Bubbling
Beverages


In 1767, Priestley was offered a ministry in Leeds located near a brewery. This abundant and convenient source of "fixed air — carbon dioxide from fermentation — sparked his lifetime investigation into the chemistry of gases. He found a way to produce artificially what occurred naturally in beer and champagne, as well as in the baths of the fabled resort of Spa in Belgium: water suffused with the sparkling effervescence of carbon dioxide. The method earned the Royal Society's coveted Copley Prize and was the precursor of the modern soft-drink industry.
 
Determining the composition
of air

In the mid-18th century, the concept of an element was still evolving. Researchers had distinguished no more than two dozen or so elements, depending on who was doing the counting. It wasn't clear how air fit into that system. Nobody knew what it was, and researchers kept finding that it could be converted into such a variety of forms that they routinely spoke of different "airs."

The principal method for altering the nature of air, early chemists learned, was to heat or burn some compound in it. The second half of the 1700s witnessed an explosion of interest in such gases. The steam engine was in the process of transforming civilization, and scientists of all types were fascinated with combustion and the role of air in it.

British chemists were especially prolific. In 1754, Joseph Black identified what he called "fixed air" (now known to be carbon dioxide) because it could be returned, or fixed, into the sort of solids from which it was produced. In 1766, a wealthy eccentric named Henry Cavendish produced the highly flammable substance Lavoisier would name hydrogen, from the Greek words for "water maker."

Finally in 1772, Daniel Rutherford found that when he burned material in a bell jar, then absorbed all the "fixed" air by soaking it up with a substance called potash, a gas remained. Rutherford dubbed it "noxious air" because it asphyxiated mice placed in it. Today, we call it nitrogen.

But none of those revelations alone tells the whole story. The next major discovery would come from a man whose early life gave no indication that he would become one of the greatest experimental chemists in history.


Copy nothing from the entries below except the lines from the one containing "is (650, 292)." through the one containing "The image size is (729, 410).", and copy those exactly.

(Saved data entries)
****************
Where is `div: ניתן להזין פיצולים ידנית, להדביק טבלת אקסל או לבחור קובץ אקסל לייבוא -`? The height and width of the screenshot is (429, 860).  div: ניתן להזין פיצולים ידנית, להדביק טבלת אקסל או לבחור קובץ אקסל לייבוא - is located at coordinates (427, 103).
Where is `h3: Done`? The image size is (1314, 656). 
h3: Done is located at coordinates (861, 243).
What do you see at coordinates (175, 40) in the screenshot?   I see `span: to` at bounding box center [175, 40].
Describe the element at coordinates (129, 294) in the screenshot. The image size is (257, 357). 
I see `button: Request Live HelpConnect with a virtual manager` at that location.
****************
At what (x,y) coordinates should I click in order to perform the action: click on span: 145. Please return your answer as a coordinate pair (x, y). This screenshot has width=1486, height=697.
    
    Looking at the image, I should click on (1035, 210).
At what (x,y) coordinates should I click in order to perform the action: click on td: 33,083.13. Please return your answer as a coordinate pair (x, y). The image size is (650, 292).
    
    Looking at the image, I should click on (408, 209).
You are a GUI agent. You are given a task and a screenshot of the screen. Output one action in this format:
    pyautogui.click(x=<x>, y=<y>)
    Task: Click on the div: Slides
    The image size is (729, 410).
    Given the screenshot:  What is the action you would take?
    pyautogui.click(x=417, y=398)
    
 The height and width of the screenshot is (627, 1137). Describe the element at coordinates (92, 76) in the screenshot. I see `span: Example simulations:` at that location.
****************
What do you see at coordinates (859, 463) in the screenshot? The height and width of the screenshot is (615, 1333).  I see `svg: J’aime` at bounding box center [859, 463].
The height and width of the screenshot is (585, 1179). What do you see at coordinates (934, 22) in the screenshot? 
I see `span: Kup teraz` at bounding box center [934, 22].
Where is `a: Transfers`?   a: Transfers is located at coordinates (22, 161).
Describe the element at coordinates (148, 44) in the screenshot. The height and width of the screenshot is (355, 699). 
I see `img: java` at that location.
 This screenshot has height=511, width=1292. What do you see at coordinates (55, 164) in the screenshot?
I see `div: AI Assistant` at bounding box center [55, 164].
****************
**FINISHED EXERCISE:**
At what (x,y) coordinates should I click in order to perform the action: click on td: 33,083.13. Please return your answer as a coordinate pair (x, y). The image size is (650, 292).
    
    Looking at the image, I should click on (408, 209).
You are a GUI agent. You are given a task and a screenshot of the screen. Output one action in this format:
    pyautogui.click(x=<x>, y=<y>)
    Task: Click on the div: Slides
    The image size is (729, 410).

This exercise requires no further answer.